Aldous Huxley

Great is truth, but still greater, from a practical point of view, is silence about truth. By simply not mentioning certain subjects... totalitarian propagandists have influenced opinion much more effectively than they could have by the most eloquent denunciations. -- Aldous Huxley

One of the many reasons for the bewildering and tragic character of human existence is the fact that social organization is at once necessary and fatal. Men are forever creating such organizations for their own convenience and forever finding themselves the victims of their home-made monsters. -- Aldous Huxley

Words form the thread on which we string our experiences. -- Aldous Huxley

Experience is not what happens to a man; it is what a man does with what happens to him. -- Aldous Huxley

Maybe this world is another planet's hell. -- Aldous Huxley

Born in 1894 near Godalming in Surrey, Aldous Huxley (1894-1963) established his reputation with his chilling account of the future, Brave New World (1932). He consolidated his reputation with The Doors of Perception (1954) and its sequel Heaven and Hell (1956), his account of experimentation with mescalin, shades of Don Juan and Carlos Castaneda to come.

Huxley was born into a famous family. His grandfather was the scientist T H Huxley, his mother the niece of essayist Mathew Arnold. He achieved a First in English Language and Literature from Oxford in 1916.

For a brief period, Huxley taught at Eton, where he himself had been a pupil. One of his pupils was Eric Blair, later better known under his pen name of George Orwell.

His first major novel, written in the nineteen-twenties, was Chrome Yellow (1921). Other major works followed: Those Barren Leaves (1925), Point Counter Point (1928). For most of the 1920s, Huxley lived in Italy.

It was in the lead up to World War Two that Huxley wrote his defining work, Brave New World (1932). It was also during this period that Huxley wrote his pacifist novel, Eyeless in Gaza (1936).

Brave New World, together with Nineteen Eighty-Four by George Orwell, were the two novels that described the nightmare world we were all to inherit. There had been an earlier Russian novel covering a similar theme, but it was not well known.

In 1937, at the height of his fame, Huxley left Europe and went to live in California where he worked for a time as a screenwriter. It was whilst living in California, that Huxley came to believe that the solution to the world's problems lay in inner enlightenment. He spent the rest of his life exploring mysticism.

Huxley became the guru of the hippie generation and all that followed, The Doors of Perception and Heaven and Hell essential reading. Even leading to the naming of The Doors, one of the seminal bands of the period. The Beatles featured Huxley on the cover of Sgt Pepper's Lonely Hearts Club Band.

The title of Heaven and Hell is derived from lines in the book The Marriage of Heaven and Hell by William Blake.

Brave New World Revisited (1958), was an attempt to revisit Brave New World , but it never achieved the same critical or commercial success.

Island (1962), another futuristic novel, was the last novel Huxley wrote before his death.

Shortly before his death, Huxley's home and most of his personal effects were destroyed in a devastating fire, leaving as Huxley said 'a man without possessions and without a past.'

Huxley died in California in 1963. Earlier that day, J F Kennedy was assassinated in Dallas. Author C S Lewis also died on that same fateful day, 22 November 1963.

In 1971, the ashes of Aldous Huxley were returned to England and interred in the family grave at the Watts Cemetry, Compton, near Guildford in Surrey.

Russian novelist Yevgeny Ivanovich Zamyatin (1884-1937) wrote We (1921), a chilling futuristic novel, which preceded both Brave New World and Nineteen Eighty-Four. The novel, like all the works of Yevgeny Ivanovich Zamyatin, was banned, and he was eventually exiled from Russia. He died in exile in Paris.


Read through the data and report every line in which the word "filled" occurs.

Data excerpts
-------
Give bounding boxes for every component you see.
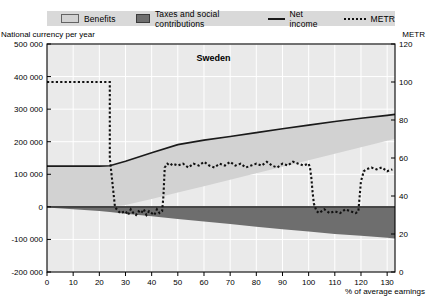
- y-tick-label-left: -100 000: [11, 235, 43, 244]
- x-tick-label: 50: [173, 278, 182, 287]
- x-tick-label: 10: [69, 278, 78, 287]
- y-tick-label-right: 60: [399, 154, 408, 163]
- y-tick-label-left: 500 000: [14, 40, 43, 49]
- legend-label-benefits: Benefits: [84, 14, 116, 24]
- y-axis-title-left: National currency per year: [1, 30, 95, 39]
- x-tick-label: 130: [380, 278, 394, 287]
- x-tick-label: 120: [354, 278, 368, 287]
- y-tick-label-right: 20: [399, 230, 408, 239]
- x-tick-label: 70: [226, 278, 235, 287]
- legend-item-benefits: Benefits: [61, 14, 116, 24]
- x-tick-label: 20: [95, 278, 104, 287]
- y-tick-label-right: 0: [399, 268, 404, 277]
- y-tick-label-left: 400 000: [14, 73, 43, 82]
- legend-item-net-income: Net income: [268, 9, 324, 29]
- y-tick-label-left: 0: [39, 203, 44, 212]
- x-tick-label: 40: [147, 278, 156, 287]
- benefits-swatch-icon: [61, 14, 79, 23]
- x-axis-title: % of average earnings: [345, 287, 425, 296]
- y-tick-label-right: 100: [399, 78, 413, 87]
- x-tick-label: 90: [278, 278, 287, 287]
- y-axis-title-right: METR: [402, 30, 425, 39]
- x-tick-label: 0: [45, 278, 50, 287]
- legend-label-net-income: Net income: [290, 9, 324, 29]
- x-tick-label: 80: [252, 278, 261, 287]
- country-annotation: Sweden: [0, 53, 427, 63]
- legend-label-taxes: Taxes and social contributions: [155, 9, 246, 29]
- x-tick-label: 30: [121, 278, 130, 287]
- x-tick-label: 60: [200, 278, 209, 287]
- y-tick-label-left: 200 000: [14, 138, 43, 147]
- y-tick-label-left: -200 000: [11, 268, 43, 277]
- y-tick-label-right: 80: [399, 116, 408, 125]
- legend-label-metr: METR: [371, 14, 395, 24]
- legend-item-taxes: Taxes and social contributions: [136, 9, 246, 29]
- legend-item-metr: METR: [344, 14, 395, 24]
- y-tick-label-left: 300 000: [14, 105, 43, 114]
- y-tick-label-right: 40: [399, 192, 408, 201]
- chart-plot: 500 000400 000300 000200 000100 0000-100…: [0, 0, 427, 301]
- x-tick-label: 110: [328, 278, 341, 287]
- y-tick-label-left: 100 000: [14, 170, 43, 179]
- dotted-line-icon: [344, 18, 366, 20]
- taxes-swatch-icon: [136, 14, 150, 23]
- chart-legend: Benefits Taxes and social contributions …: [47, 11, 395, 26]
- solid-line-icon: [268, 18, 285, 20]
- chart-container: Benefits Taxes and social contributions …: [0, 0, 427, 301]
- y-tick-label-right: 120: [399, 40, 413, 49]
- x-tick-label: 100: [302, 278, 316, 287]
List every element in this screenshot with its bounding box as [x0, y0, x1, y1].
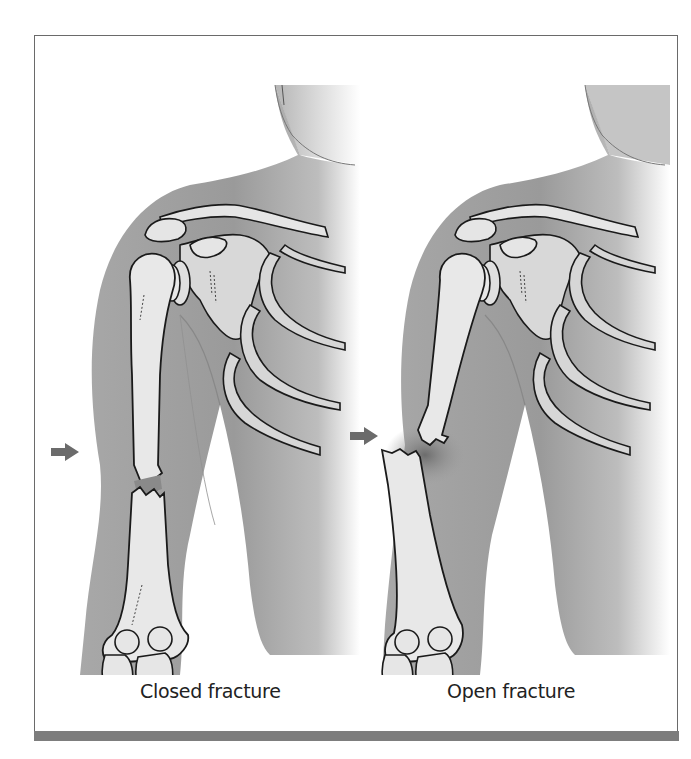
closed-fracture-illustration — [60, 45, 360, 675]
open-fracture-illustration — [370, 45, 670, 675]
closed-fracture-caption: Closed fracture — [140, 680, 281, 702]
arrow-right-icon — [51, 443, 79, 465]
figure-bottom-bar — [34, 731, 679, 741]
open-fracture-caption: Open fracture — [447, 680, 575, 702]
arrow-right-icon — [350, 427, 378, 449]
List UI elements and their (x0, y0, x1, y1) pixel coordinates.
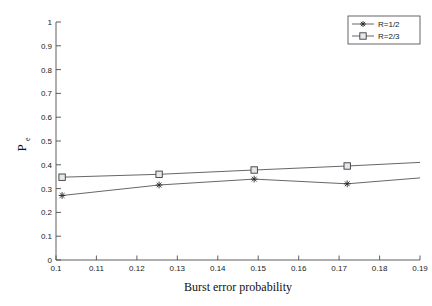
y-tick-label: 0.8 (41, 66, 53, 75)
data-point-marker (344, 180, 351, 187)
y-tick-label: 0.4 (41, 161, 53, 170)
y-tick-label: 0.1 (41, 232, 53, 241)
x-tick-label: 0.18 (372, 264, 388, 273)
legend-label-r23: R=2/3 (378, 32, 400, 41)
legend[interactable]: R=1/2 R=2/3 (348, 16, 420, 44)
data-point-marker (156, 182, 163, 189)
x-tick-label: 0.1 (50, 264, 62, 273)
y-axis-title-main: P (14, 144, 29, 151)
y-tick-label: 0.3 (41, 185, 53, 194)
star-icon (360, 21, 366, 27)
legend-label-r12: R=1/2 (378, 20, 400, 29)
y-tick-label: 1 (48, 18, 53, 27)
data-point-marker (251, 167, 257, 173)
x-tick-label: 0.17 (331, 264, 347, 273)
x-tick-label: 0.19 (412, 264, 428, 273)
y-tick-label: 0.2 (41, 208, 53, 217)
chart-figure: 0 0.1 0.2 0.3 0.4 0.5 0.6 0.7 0.8 0.9 1 (0, 0, 432, 306)
x-tick-label: 0.15 (250, 264, 266, 273)
x-axis-title: Burst error probability (184, 280, 292, 294)
x-tick-label: 0.13 (170, 264, 186, 273)
y-tick-label: 0.6 (41, 113, 53, 122)
data-point-marker (344, 163, 350, 169)
data-point-marker (251, 176, 258, 183)
y-tick-label: 0.9 (41, 42, 53, 51)
x-tick-label: 0.14 (210, 264, 226, 273)
x-tick-label: 0.12 (129, 264, 145, 273)
x-tick-label: 0.11 (89, 264, 105, 273)
square-icon (360, 33, 366, 39)
data-point-marker (59, 192, 66, 199)
data-point-marker (59, 174, 65, 180)
y-tick-label: 0.7 (41, 89, 53, 98)
x-tick-label: 0.16 (291, 264, 307, 273)
data-point-marker (156, 171, 162, 177)
plot-svg: 0 0.1 0.2 0.3 0.4 0.5 0.6 0.7 0.8 0.9 1 (0, 0, 432, 306)
y-tick-label: 0.5 (41, 137, 53, 146)
y-axis-title-subscript: e (23, 137, 32, 141)
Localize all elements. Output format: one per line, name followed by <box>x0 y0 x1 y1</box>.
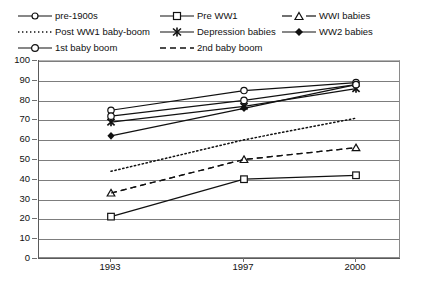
legend-label: WWI babies <box>316 11 370 21</box>
legend-swatch-dashed-triangle-open-icon <box>282 10 316 22</box>
legend-item-pre-ww1[interactable]: Pre WW1 <box>160 9 238 23</box>
legend-swatch-dotted-icon <box>18 26 52 38</box>
y-tick-label: 80 <box>19 95 30 105</box>
legend-swatch-line-diamond-filled-icon <box>282 26 316 38</box>
y-tick-label: 60 <box>19 134 30 144</box>
x-axis-line <box>38 258 400 259</box>
legend-item-depression-babies[interactable]: Depression babies <box>160 25 276 39</box>
y-tick-mark <box>32 218 37 219</box>
y-tick-mark <box>32 179 37 180</box>
legend-item-wwi-babies[interactable]: WWI babies <box>282 9 370 23</box>
y-tick-label: 50 <box>19 154 30 164</box>
y-tick-mark <box>32 139 37 140</box>
y-tick-mark <box>32 258 37 259</box>
series-layer <box>39 61 401 259</box>
x-tick-label: 1993 <box>99 262 120 272</box>
legend-label: Depression babies <box>194 27 276 37</box>
legend-label: 1st baby boom <box>52 43 117 53</box>
series-2nd-baby-boom <box>111 148 356 193</box>
series-1st-baby-boom <box>108 81 359 119</box>
legend-swatch-line-circle-open-icon <box>18 10 52 22</box>
y-tick-mark <box>32 100 37 101</box>
y-tick-label: 30 <box>19 194 30 204</box>
legend-label: Pre WW1 <box>194 11 238 21</box>
legend-swatch-line-circle-open-2-icon <box>18 42 52 54</box>
y-tick-label: 90 <box>19 75 30 85</box>
y-tick-label: 20 <box>19 214 30 224</box>
y-tick-mark <box>32 80 37 81</box>
y-axis-line <box>38 60 39 259</box>
series-pre-1900s <box>108 79 359 113</box>
legend-item-1st-baby-boom[interactable]: 1st baby boom <box>18 41 117 55</box>
y-tick-mark <box>32 119 37 120</box>
legend-item-post-ww1-baby-boom[interactable]: Post WW1 baby-boom <box>18 25 150 39</box>
y-tick-label: 70 <box>19 115 30 125</box>
line-chart: pre-1900s Pre WW1 WWI babies Post WW1 ba… <box>0 0 428 293</box>
y-tick-label: 40 <box>19 174 30 184</box>
x-tick-label: 2000 <box>344 262 365 272</box>
legend-swatch-line-square-open-icon <box>160 10 194 22</box>
y-tick-mark <box>32 199 37 200</box>
legend-item-ww2-babies[interactable]: WW2 babies <box>282 25 373 39</box>
chart-title-cropped <box>0 0 428 8</box>
x-tick-label: 1997 <box>232 262 253 272</box>
series-pre-ww1 <box>108 172 360 220</box>
legend-swatch-line-star-filled-icon <box>160 26 194 38</box>
y-tick-label: 100 <box>14 55 30 65</box>
legend-label: pre-1900s <box>52 11 98 21</box>
y-axis-labels: 100 90 80 70 60 50 40 30 20 10 0 <box>0 60 34 258</box>
legend-label: Post WW1 baby-boom <box>52 27 150 37</box>
y-tick-mark <box>32 159 37 160</box>
plot-area <box>38 60 400 258</box>
y-tick-label: 10 <box>19 233 30 243</box>
legend-item-2nd-baby-boom[interactable]: 2nd baby boom <box>160 41 263 55</box>
series-post-ww1-baby-boom <box>111 118 356 171</box>
chart-legend: pre-1900s Pre WW1 WWI babies Post WW1 ba… <box>0 9 428 55</box>
legend-label: WW2 babies <box>316 27 373 37</box>
legend-item-pre-1900s[interactable]: pre-1900s <box>18 9 98 23</box>
x-axis-labels: 1993 1997 2000 <box>0 262 428 278</box>
y-tick-mark <box>32 238 37 239</box>
legend-swatch-dashed-icon <box>160 42 194 54</box>
legend-label: 2nd baby boom <box>194 43 263 53</box>
y-tick-mark <box>32 60 37 61</box>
-------
Solution below
legend-swatch-line-diamond-filled-icon <box>282 26 316 38</box>
legend-swatch-line-star-filled-icon <box>160 26 194 38</box>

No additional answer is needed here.